She very matter-of-factly stated that steam wasn’t as hot as boiling water. This was a chemistry teacher.
Given, it was elementary school, so the “chemistry” was mostly super basic stuff like mixing dish soap and yeast with hydrogen peroxide. But still, I’m salty about that one because I had been burned pretty badly by active steam before she said that. I still have the scar and everything.
She should have worded and explained her reasoning there.
Depending on the context, and parameters, she wasnt wrong. because as water boils, and turns into gas, it rapidly cools down again as it looses its heat energy to the (relatively) cold air until a certain point in which it cools to a certain point and turns into rain ( or sticks to the surface it hit that cooled it down ).
That means that the gas above the boiling water is colder than the boiling water itself.
… Its just only a few degrees off and can still burn you very god damn badly.
She very matter-of-factly stated that steam wasn’t as hot as boiling water. This was a chemistry teacher.
Given, it was elementary school, so the “chemistry” was mostly super basic stuff like mixing dish soap and yeast with hydrogen peroxide. But still, I’m salty about that one because I had been burned pretty badly by active steam before she said that. I still have the scar and everything.
She should have worded and explained her reasoning there.
Depending on the context, and parameters, she wasnt wrong. because as water boils, and turns into gas, it rapidly cools down again as it looses its heat energy to the (relatively) cold air until a certain point in which it cools to a certain point and turns into rain ( or sticks to the surface it hit that cooled it down ).
That means that the gas above the boiling water is colder than the boiling water itself.
… Its just only a few degrees off and can still burn you very god damn badly.
You’d think the expectation would be that gases are hotter than liquids.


The response must contain each line of the material that holds "October".

======== Record excerpts ========

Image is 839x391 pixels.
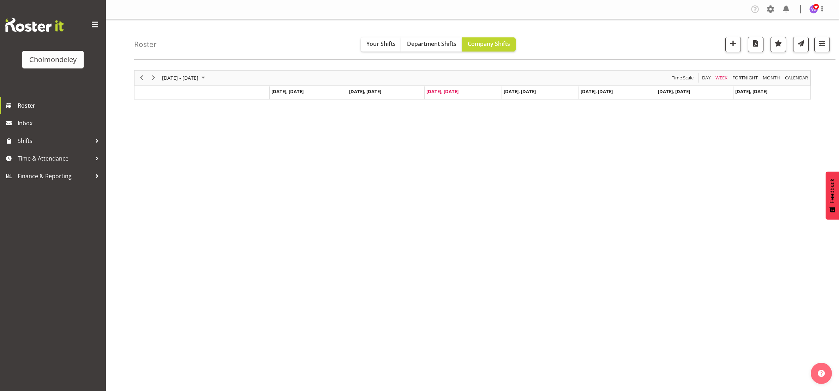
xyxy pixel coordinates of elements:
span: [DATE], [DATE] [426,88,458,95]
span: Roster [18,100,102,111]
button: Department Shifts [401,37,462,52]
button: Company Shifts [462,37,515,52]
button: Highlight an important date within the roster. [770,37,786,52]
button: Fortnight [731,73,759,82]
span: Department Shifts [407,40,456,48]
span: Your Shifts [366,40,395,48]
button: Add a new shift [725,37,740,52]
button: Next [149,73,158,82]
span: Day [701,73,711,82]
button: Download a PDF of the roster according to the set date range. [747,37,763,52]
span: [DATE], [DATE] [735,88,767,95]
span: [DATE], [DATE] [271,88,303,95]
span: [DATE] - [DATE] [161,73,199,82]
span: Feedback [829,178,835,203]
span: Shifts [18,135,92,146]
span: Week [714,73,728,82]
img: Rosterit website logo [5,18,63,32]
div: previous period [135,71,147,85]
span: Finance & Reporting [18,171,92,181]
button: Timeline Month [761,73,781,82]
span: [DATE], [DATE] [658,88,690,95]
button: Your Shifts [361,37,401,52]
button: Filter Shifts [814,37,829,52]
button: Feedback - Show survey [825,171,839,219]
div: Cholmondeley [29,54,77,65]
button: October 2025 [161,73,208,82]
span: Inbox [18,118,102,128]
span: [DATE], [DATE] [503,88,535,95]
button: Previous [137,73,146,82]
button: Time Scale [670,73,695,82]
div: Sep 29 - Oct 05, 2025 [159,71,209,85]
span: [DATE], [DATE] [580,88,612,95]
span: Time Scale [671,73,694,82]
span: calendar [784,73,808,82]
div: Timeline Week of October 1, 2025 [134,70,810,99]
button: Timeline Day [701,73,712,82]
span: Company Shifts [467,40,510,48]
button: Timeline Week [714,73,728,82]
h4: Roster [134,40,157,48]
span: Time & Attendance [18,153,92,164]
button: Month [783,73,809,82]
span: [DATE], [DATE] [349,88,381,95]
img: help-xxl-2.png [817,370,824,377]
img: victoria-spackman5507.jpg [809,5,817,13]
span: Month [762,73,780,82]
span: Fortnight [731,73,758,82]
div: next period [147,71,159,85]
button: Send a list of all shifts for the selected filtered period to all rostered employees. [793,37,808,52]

========

• Written answer
button: October 2025 [161,73,208,82]
div: Timeline Week of October 1, 2025 [134,70,810,99]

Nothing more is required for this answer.